3. today. i'm on the westside in the middle of the afternoon, so i use my special shortcut to avoid traffic and get home--cut up beverly glen, right on charing cross, hook around the playboy mansion to sunset, take my right, get over quick in order to hang a left on--

holy shit, they've blocked off carolwood--what the fuck is going on?

i slow down to get a good look. it's then that i see it, just like it's been on tv for the past five days--the crowds, the cops, the flowers surrounding the gates i hadn't quite been able to place, even though i'd passed 'em a thousand times.

as the line of cars honks furiously behind me, all i can think is, "ah, this is so totally gonna fuck up my commute for the forseeable."

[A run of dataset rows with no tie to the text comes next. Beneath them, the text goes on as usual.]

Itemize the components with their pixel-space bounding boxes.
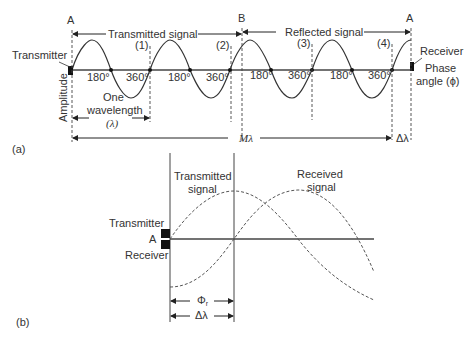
- received-label-1: Received: [297, 168, 343, 180]
- point-a-b: A: [149, 233, 157, 245]
- marker-3: (3): [297, 37, 310, 49]
- point-b: B: [238, 12, 245, 24]
- received-label-2: signal: [307, 181, 336, 193]
- receiver-block-b: [161, 240, 170, 249]
- receiver-label-b: Receiver: [125, 249, 169, 261]
- panel-a-label: (a): [12, 143, 25, 155]
- point-a-left: A: [67, 14, 75, 26]
- svg-text:180°: 180°: [250, 69, 273, 81]
- svg-text:360°: 360°: [288, 69, 311, 81]
- svg-text:180°: 180°: [330, 69, 353, 81]
- svg-text:360°: 360°: [206, 71, 229, 83]
- transmitted-label-b-1: Transmitted: [174, 170, 232, 182]
- transmitter-label: Transmitter: [12, 49, 68, 61]
- svg-text:180°: 180°: [87, 71, 110, 83]
- phi-r-label: Φr: [197, 294, 209, 307]
- transmitted-signal-curve: [170, 191, 374, 300]
- delta-lambda-label-a: Δλ: [396, 132, 409, 144]
- delta-lambda-label-b: Δλ: [195, 309, 208, 321]
- amplitude-label: Amplitude: [57, 73, 69, 122]
- phase-label: Phase: [425, 62, 456, 74]
- panel-b-label: (b): [16, 316, 29, 328]
- phase-angle-label: angle (ϕ): [416, 75, 459, 87]
- signal-wave: [72, 40, 411, 98]
- wavelength-line-2: wavelength: [86, 104, 143, 116]
- transmitter-block-b: [161, 229, 170, 238]
- panel-b: Transmitted signal Received signal Trans…: [16, 153, 374, 328]
- marker-1: (1): [135, 39, 148, 51]
- angle-labels: 180° 360° 180° 360° 180° 360° 180° 360°: [87, 69, 391, 83]
- point-a-right: A: [406, 12, 414, 24]
- marker-2: (2): [216, 39, 229, 51]
- wavelength-symbol: (λ): [106, 117, 118, 130]
- panel-a: A B A Transmitted signal Reflected signa…: [12, 12, 464, 155]
- transmitted-label-b-2: signal: [188, 183, 217, 195]
- marker-4: (4): [377, 37, 390, 49]
- m-lambda-label: Mλ: [238, 132, 253, 144]
- receiver-label: Receiver: [420, 45, 464, 57]
- transmitter-label-b: Transmitter: [109, 217, 165, 229]
- dashed-markers: [72, 28, 411, 142]
- transmitted-signal-label: Transmitted signal: [108, 28, 197, 40]
- svg-text:360°: 360°: [368, 69, 391, 81]
- phase-measurement-diagram: A B A Transmitted signal Reflected signa…: [0, 0, 470, 339]
- svg-text:360°: 360°: [126, 71, 149, 83]
- svg-text:180°: 180°: [168, 71, 191, 83]
- wavelength-line-1: One: [103, 91, 124, 103]
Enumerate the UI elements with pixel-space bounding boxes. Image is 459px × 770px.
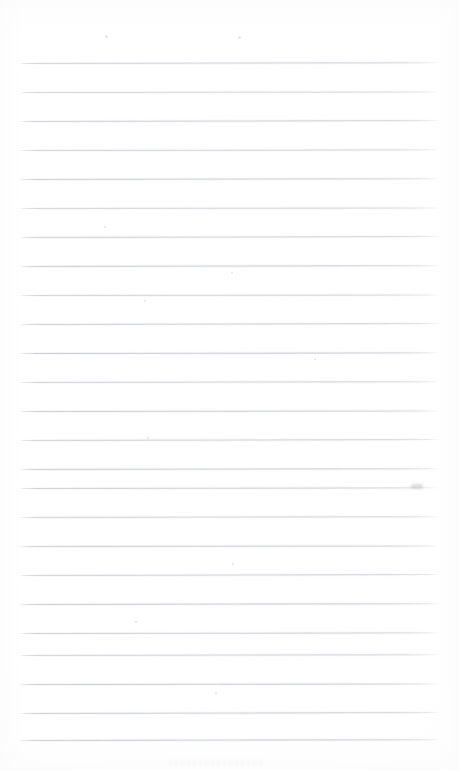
scan-speck	[232, 563, 234, 565]
ruled-line	[19, 381, 440, 383]
scan-speck	[144, 300, 146, 302]
ruled-line	[19, 632, 440, 634]
ruled-line	[19, 178, 440, 180]
ruled-line	[19, 516, 440, 518]
scan-speck	[314, 358, 316, 360]
ruled-line	[19, 352, 440, 354]
ruled-line	[19, 62, 440, 64]
ruled-line	[19, 120, 440, 122]
ruled-line	[19, 294, 440, 296]
ruled-line	[19, 439, 440, 441]
ruled-line	[19, 410, 440, 412]
ruled-line	[19, 236, 440, 238]
scan-speck	[231, 272, 233, 274]
ruled-line	[19, 207, 440, 209]
ruled-line	[19, 487, 440, 489]
ruled-line	[19, 265, 440, 267]
ruled-line	[19, 654, 440, 656]
ruled-line	[19, 574, 440, 576]
scanned-page	[0, 0, 459, 770]
scan-speck	[135, 621, 137, 623]
ruled-line	[19, 149, 440, 151]
ruled-line	[19, 545, 440, 547]
scan-speck	[104, 226, 106, 228]
scan-speck	[147, 437, 149, 439]
ruled-line	[19, 323, 440, 325]
ruled-lines-layer	[0, 0, 459, 770]
scan-speck	[238, 36, 241, 39]
scan-smudge	[411, 484, 423, 489]
scan-speck	[215, 692, 217, 694]
ruled-line	[19, 739, 440, 741]
ruled-line	[19, 712, 440, 714]
ruled-line	[19, 683, 440, 685]
ruled-line	[19, 603, 440, 605]
ruled-line	[19, 468, 440, 470]
ruled-line	[19, 91, 440, 93]
scan-speck	[105, 35, 108, 38]
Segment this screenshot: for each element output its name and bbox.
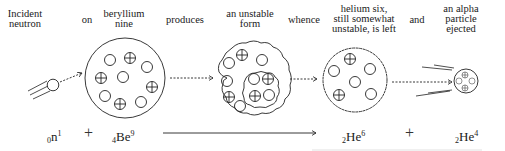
equation-beryllium: 4Be9 xyxy=(112,127,134,148)
equation-helium-four: 2He4 xyxy=(455,127,478,148)
arrow-dotted-1 xyxy=(60,73,82,82)
beryllium-nucleus-icon xyxy=(85,38,165,118)
equation-plus-2: + xyxy=(405,124,414,142)
incident-neutron-icon xyxy=(28,79,59,99)
alpha-particle-icon xyxy=(416,65,478,96)
helium-six-nucleus-icon xyxy=(323,48,387,112)
equation-helium-six: 2He6 xyxy=(342,127,365,148)
equation-neutron: 0n1 xyxy=(47,127,62,148)
reaction-diagram xyxy=(0,0,505,151)
unstable-nucleus-icon xyxy=(218,41,291,115)
equation-plus-1: + xyxy=(84,124,93,142)
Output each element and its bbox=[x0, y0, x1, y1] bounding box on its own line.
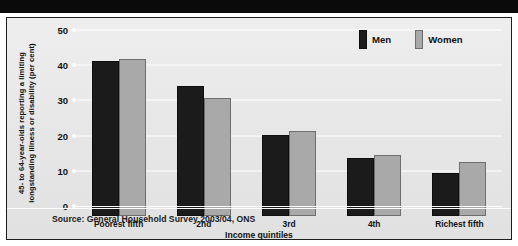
y-tick-label-10: 10 bbox=[57, 165, 68, 176]
bar-group bbox=[76, 34, 161, 216]
chart-frame: 45- to 64-year-olds reporting a limiting… bbox=[6, 17, 512, 240]
legend-item-women: Women bbox=[415, 30, 462, 49]
top-black-band bbox=[0, 0, 518, 13]
bar-group bbox=[161, 34, 246, 216]
legend-swatch-women-icon bbox=[415, 30, 423, 49]
y-tick-label-0: 0 bbox=[63, 201, 68, 212]
plot-area: 01020304050 Poorest fifth2nd3rd4thRiches… bbox=[52, 24, 502, 216]
chart-figure: 45- to 64-year-olds reporting a limiting… bbox=[0, 0, 518, 246]
source-divider bbox=[7, 208, 511, 209]
x-axis-title: Income quintiles bbox=[7, 230, 511, 240]
bar-group bbox=[246, 34, 331, 216]
y-axis-title: 45- to 64-year-olds reporting a limiting… bbox=[11, 24, 41, 222]
bar-women[interactable] bbox=[289, 131, 316, 216]
y-tick-dot-40 bbox=[72, 63, 76, 67]
y-tick-label-20: 20 bbox=[57, 130, 68, 141]
chart-panel: 45- to 64-year-olds reporting a limiting… bbox=[7, 18, 511, 239]
x-tick-label: 3rd bbox=[282, 219, 295, 229]
y-tick-label-40: 40 bbox=[57, 60, 68, 71]
bar-men[interactable] bbox=[432, 173, 459, 216]
y-tick-label-30: 30 bbox=[57, 95, 68, 106]
bar-men[interactable] bbox=[177, 86, 204, 216]
y-tick-dot-30 bbox=[72, 98, 76, 102]
y-tick-dot-10 bbox=[72, 169, 76, 173]
bar-group bbox=[332, 34, 417, 216]
y-axis-title-line-1: 45- to 64-year-olds reporting a limiting bbox=[17, 43, 27, 202]
bar-group bbox=[417, 34, 502, 216]
legend-label-women: Women bbox=[428, 34, 462, 45]
y-axis-tick-labels: 01020304050 bbox=[52, 24, 68, 216]
legend-swatch-men-icon bbox=[359, 30, 367, 49]
bar-men[interactable] bbox=[262, 135, 289, 216]
y-tick-dot-20 bbox=[72, 134, 76, 138]
axis-baseline bbox=[76, 206, 502, 207]
bar-women[interactable] bbox=[119, 59, 146, 216]
chart-legend: Men Women bbox=[359, 30, 463, 49]
x-tick-label: Richest fifth bbox=[435, 219, 483, 229]
legend-item-men: Men bbox=[359, 30, 391, 49]
legend-label-men: Men bbox=[372, 34, 391, 45]
x-tick-label: 4th bbox=[368, 219, 381, 229]
bar-groups: Poorest fifth2nd3rd4thRichest fifth bbox=[76, 24, 502, 216]
bar-women[interactable] bbox=[204, 98, 231, 216]
y-axis-title-line-2: longstanding illness or disability (per … bbox=[26, 43, 36, 202]
source-note: Source: General Household Survey 2003/04… bbox=[52, 214, 255, 224]
y-tick-dot-50 bbox=[72, 28, 76, 32]
y-tick-label-50: 50 bbox=[57, 25, 68, 36]
bar-men[interactable] bbox=[92, 61, 119, 216]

a little revenge beyond the grave for that post i just wrote about you, huh, michael?

Sunday, June 28, 2009

this really is the way i think

.
searching old emails to v for something specific tonight--don't find it, but i do come across this from a couple years back:

so i'm watchin leno and he has this segment called "you make the call" in which an audience member must decide whether the onstage talent can actually follow through on whatever dumbass thing they say they can do. and the blender guy comes out--you know, that strange guy from the infomercial pushing the uber-blender that can do anything. and the challenge is: can the blender demolish a wooden rake handle in less than 15 seconds? audience member says yes, but i'm thinking no goddam way, it's only a fucking blender--but sure as shit, guy feeds the rake handle into the blender and it makes mincemeat of the motherfucker in, like, 8 seconds--unbelievable. so while the audience is applauding wildly, i'm like, note to self: woodchipper ain't handy, this is the next best way to get rid of a body.

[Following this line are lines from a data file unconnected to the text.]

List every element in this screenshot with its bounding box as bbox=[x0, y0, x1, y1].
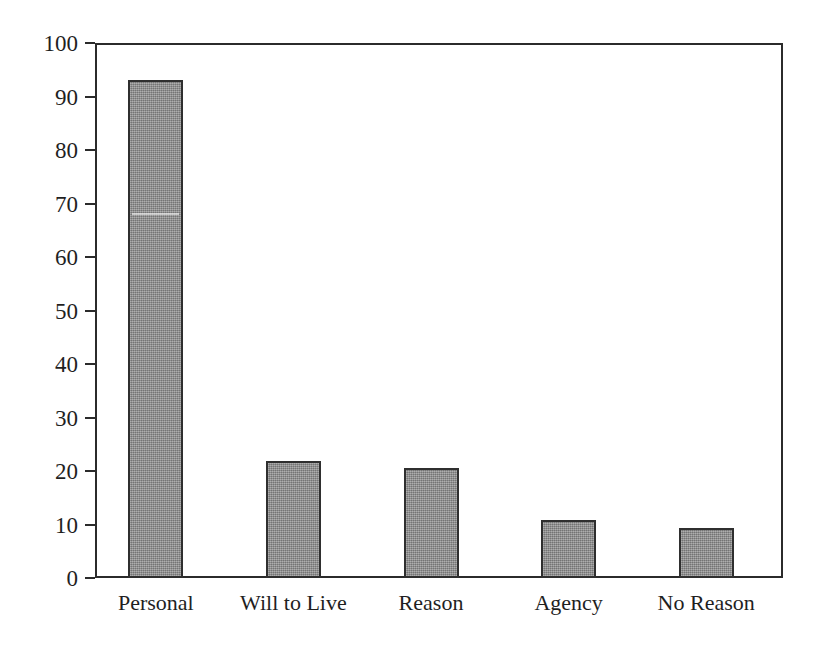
y-axis-tick-label: 20 bbox=[0, 460, 78, 483]
y-axis-tick-label: 30 bbox=[0, 406, 78, 429]
bar bbox=[541, 520, 596, 578]
bar bbox=[266, 461, 321, 578]
y-axis-tick-label: 60 bbox=[0, 246, 78, 269]
x-axis-category-label: Personal bbox=[118, 592, 194, 614]
y-axis-tick-label: 40 bbox=[0, 353, 78, 376]
x-axis-category-label: Will to Live bbox=[240, 592, 347, 614]
y-axis-tick-mark bbox=[85, 149, 95, 151]
y-axis-tick-mark bbox=[85, 470, 95, 472]
x-axis-category-label: Agency bbox=[534, 592, 602, 614]
bar-chart: 0102030405060708090100 PersonalWill to L… bbox=[0, 0, 821, 660]
x-axis-category-label: Reason bbox=[399, 592, 464, 614]
bars-layer bbox=[95, 43, 783, 578]
y-axis-tick-mark bbox=[85, 524, 95, 526]
y-axis-tick-label: 100 bbox=[0, 32, 78, 55]
y-axis-tick-mark bbox=[85, 577, 95, 579]
y-axis-tick-mark bbox=[85, 42, 95, 44]
scan-artifact-line bbox=[132, 213, 179, 215]
y-axis-tick-mark bbox=[85, 363, 95, 365]
y-axis-tick-label: 50 bbox=[0, 299, 78, 322]
y-axis-tick-mark bbox=[85, 310, 95, 312]
x-axis-category-label: No Reason bbox=[658, 592, 755, 614]
bar bbox=[679, 528, 734, 578]
y-axis-tick-label: 80 bbox=[0, 139, 78, 162]
bar bbox=[404, 468, 459, 578]
y-axis-tick-label: 90 bbox=[0, 85, 78, 108]
bar bbox=[128, 80, 183, 578]
y-axis-tick-label: 0 bbox=[0, 567, 78, 590]
y-axis-tick-mark bbox=[85, 96, 95, 98]
y-axis-tick-mark bbox=[85, 256, 95, 258]
y-axis-tick-label: 10 bbox=[0, 513, 78, 536]
y-axis-tick-mark bbox=[85, 203, 95, 205]
y-axis-tick-label: 70 bbox=[0, 192, 78, 215]
y-axis-tick-mark bbox=[85, 417, 95, 419]
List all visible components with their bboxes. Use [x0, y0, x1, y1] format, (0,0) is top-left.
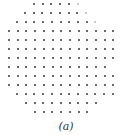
lattice-dot [86, 84, 88, 86]
lattice-dot [86, 39, 88, 41]
lattice-dot [25, 84, 27, 86]
lattice-dot [104, 30, 106, 32]
lattice-dot [25, 30, 27, 32]
lattice-dot [34, 30, 36, 32]
lattice-dot [68, 93, 70, 95]
lattice-dot [77, 3, 79, 5]
lattice-dot [69, 39, 71, 41]
lattice-dot [68, 21, 70, 23]
lattice-dot [95, 57, 97, 59]
lattice-dot [42, 102, 44, 104]
lattice-dot [51, 102, 53, 104]
lattice-dot [78, 111, 80, 113]
lattice-dot [78, 48, 80, 50]
lattice-dot [42, 3, 44, 5]
lattice-dot [52, 84, 54, 86]
lattice-dot [86, 111, 88, 113]
lattice-dot [112, 30, 114, 32]
lattice-dot [86, 93, 88, 95]
lattice-dot [59, 3, 61, 5]
lattice-dot [104, 48, 106, 50]
lattice-dot [68, 3, 70, 5]
lattice-dot [69, 48, 71, 50]
lattice-dot [34, 57, 36, 59]
lattice-dot [86, 66, 88, 68]
lattice-dot [104, 39, 106, 41]
lattice-dot [33, 93, 35, 95]
lattice-dot [112, 57, 114, 59]
lattice-dot [86, 30, 88, 32]
lattice-dot [43, 39, 45, 41]
lattice-dot [78, 57, 80, 59]
lattice-dot [86, 75, 88, 77]
lattice-dot [86, 102, 88, 104]
lattice-dot [8, 39, 10, 41]
lattice-dot [34, 102, 36, 104]
lattice-dot [16, 93, 18, 95]
lattice-dot [34, 75, 36, 77]
lattice-dot [33, 21, 35, 23]
lattice-dot [94, 93, 96, 95]
lattice-dot [52, 57, 54, 59]
lattice-dot [52, 30, 54, 32]
lattice-dot [25, 21, 27, 23]
lattice-dot [25, 48, 27, 50]
lattice-dot [43, 84, 45, 86]
lattice-dot [77, 102, 79, 104]
lattice-dot [8, 75, 10, 77]
lattice-dot [77, 93, 79, 95]
lattice-dot [112, 93, 114, 95]
lattice-dot [104, 66, 106, 68]
lattice-dot [104, 57, 106, 59]
lattice-dot [69, 84, 71, 86]
lattice-dot [60, 48, 62, 50]
lattice-dot [112, 48, 114, 50]
lattice-dot [51, 21, 53, 23]
lattice-dot [17, 39, 19, 41]
lattice-dot [60, 75, 62, 77]
lattice-dot [43, 111, 45, 113]
lattice-dot [8, 57, 10, 59]
lattice-dot [41, 12, 43, 14]
lattice-dot [86, 21, 88, 23]
lattice-dot [42, 93, 44, 95]
lattice-dot [17, 75, 19, 77]
lattice-dot [69, 102, 71, 104]
lattice-dot [52, 75, 54, 77]
lattice-dot [43, 75, 45, 77]
lattice-dot [17, 84, 19, 86]
lattice-dot [60, 111, 62, 113]
lattice-dot [95, 102, 97, 104]
lattice-dot [104, 75, 106, 77]
lattice-dot [60, 21, 62, 23]
lattice-dot [43, 48, 45, 50]
lattice-dot [52, 39, 54, 41]
lattice-dot [103, 93, 105, 95]
lattice-dot [17, 30, 19, 32]
lattice-dot [95, 84, 97, 86]
lattice-dot [33, 12, 35, 14]
lattice-dot [60, 102, 62, 104]
lattice-dot [86, 57, 88, 59]
lattice-dot [78, 39, 80, 41]
lattice-dot [60, 39, 62, 41]
lattice-dot [34, 39, 36, 41]
lattice-dot [69, 111, 71, 113]
lattice-dot [94, 21, 96, 23]
lattice-dot [34, 84, 36, 86]
lattice-dot [95, 39, 97, 41]
lattice-dot [60, 57, 62, 59]
lattice-dot [17, 57, 19, 59]
lattice-dot [8, 30, 10, 32]
lattice-dot [104, 84, 106, 86]
lattice-dot [60, 93, 62, 95]
lattice-dot [69, 30, 71, 32]
lattice-dot [52, 48, 54, 50]
lattice-dot [51, 111, 53, 113]
lattice-dot [68, 12, 70, 14]
lattice-dot [8, 48, 10, 50]
lattice-dot [25, 39, 27, 41]
dot-lattice-figure [0, 0, 132, 118]
lattice-dot [34, 48, 36, 50]
lattice-dot [52, 66, 54, 68]
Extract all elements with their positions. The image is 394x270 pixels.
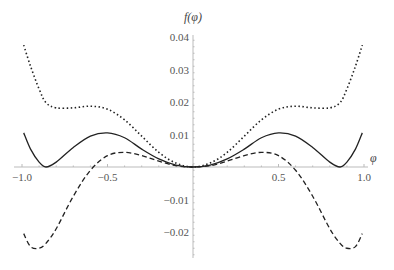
y-tick-label: −0.01	[164, 194, 189, 206]
y-tick-label: 0.01	[170, 129, 189, 141]
y-tick-label: 0.04	[170, 31, 190, 43]
y-tick-label: −0.02	[164, 226, 189, 238]
y-tick-label: 0.03	[170, 64, 190, 76]
x-tick-label: 1.0	[357, 171, 371, 183]
y-axis-label: f(φ)	[184, 10, 202, 24]
x-tick-label: −0.5	[98, 171, 118, 183]
y-tick-label: 0.02	[170, 96, 189, 108]
x-tick-label: −1.0	[12, 171, 32, 183]
potential-plot: −1.0−0.50.51.00.040.030.020.01−0.01−0.02…	[0, 0, 394, 270]
x-tick-label: 0.5	[272, 171, 286, 183]
x-axis-label: φ	[370, 151, 377, 165]
axes: −1.0−0.50.51.00.040.030.020.01−0.01−0.02	[12, 31, 371, 258]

i have since acquired one of those blenders--makes a hell of a smoothie.

Friday, June 26, 2009

because somebody's gotta ask the tough questions

.
the only interesting reaction i've heard to michael jackson's death is the first one--when a secretary burst into into the break room yesterday with the news that he'd been rushed to the hospital in terminal cardiac arrest, the co-worker i was talking to said, "gee, i hope it's not a children's hospital."

it's been downhill from there.

for the past two days, i've heard all sorts of dumbass shit on the subject, the pinnacle of which was something a radio talk show host on kfi said today--something to the effect that "he was nothing more than a rich, talented pedophile; i'd gladly give a thousand michael jacksons for every american hero who's died in iraq or afghanistan."

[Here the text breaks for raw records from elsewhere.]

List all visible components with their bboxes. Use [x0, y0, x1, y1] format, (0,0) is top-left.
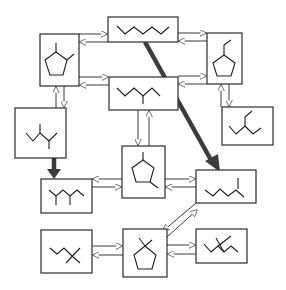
node-e-2-4-dimethylpentane — [15, 108, 66, 158]
node-f-3-ethylpentane — [222, 107, 273, 145]
edge-b-c — [178, 33, 207, 41]
edge-g-h — [92, 179, 122, 187]
node-l-3-3-dimethylpentane — [196, 229, 247, 263]
node-i-2-methylhexane — [196, 170, 256, 203]
node-j-2-2-dimethylpentane — [41, 230, 92, 273]
node-b-n-heptane — [108, 17, 178, 42]
edge-i-k — [163, 203, 197, 237]
edge-c-f — [221, 84, 229, 107]
node-g-1-3-dimethylcyclopentane — [122, 146, 165, 198]
major-arrow-e-to-h — [47, 158, 61, 179]
edge-g-i — [165, 179, 196, 187]
node-h-branched-alkane — [41, 179, 92, 213]
edge-k-l — [167, 245, 196, 254]
node-a-1-2-dimethylcyclopentane — [40, 34, 79, 86]
node-c-ethylcyclopentane — [207, 33, 242, 84]
node-k-1-1-dimethylcyclopentane — [123, 229, 167, 277]
edge-a-e — [56, 86, 64, 108]
edge-d-c — [178, 76, 207, 84]
reaction-network-diagram — [0, 0, 286, 290]
edge-d-g — [138, 110, 149, 146]
edge-j-k — [92, 246, 123, 255]
node-d-3-methylhexane — [109, 77, 178, 110]
edge-a-b — [79, 34, 108, 42]
edge-a-d — [79, 77, 109, 85]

really, mr. talk show host? tell me, who do you think's more important in the overall scheme of things--the genius who dreamed up the great pyramid, or any one of the thousands of anonymous guys who died building it?

another way of asking the question: can we really compare queen bees to worker bees, much less hold 'em to the same standards of behavior?

from the beginning of time, we humans have made gods of our best and brightest--and then, more often than not, watched all that collective adoration transform them into monsters--monsters who require a steady diet of human sacrifices in order to supply us with a steady stream of their magic.

so, was all the sheer, gorgeous talent the world managed to wring outta michael jackson before he flamed out worth the sacrifice of tossing him a boy every once in awhile?

i dunno--you tell me.


Saturday, June 20, 2009

yet another cheery post

.
[a portion of a comment i just made to a post by one of my new favorite bloggers]

even though i'm agnostic as hell, believe in no afterlife and couldn't care less whether i'm buried or cremated--even though all that's true, i can't help but shiver at the thought of all the indifferent professionals who'll ultimately end up bagging, cutting, embalming and laughing at my poor, dead body.

that make any sense?


sober update: believe it or not, i thought this was really important and insightful last night.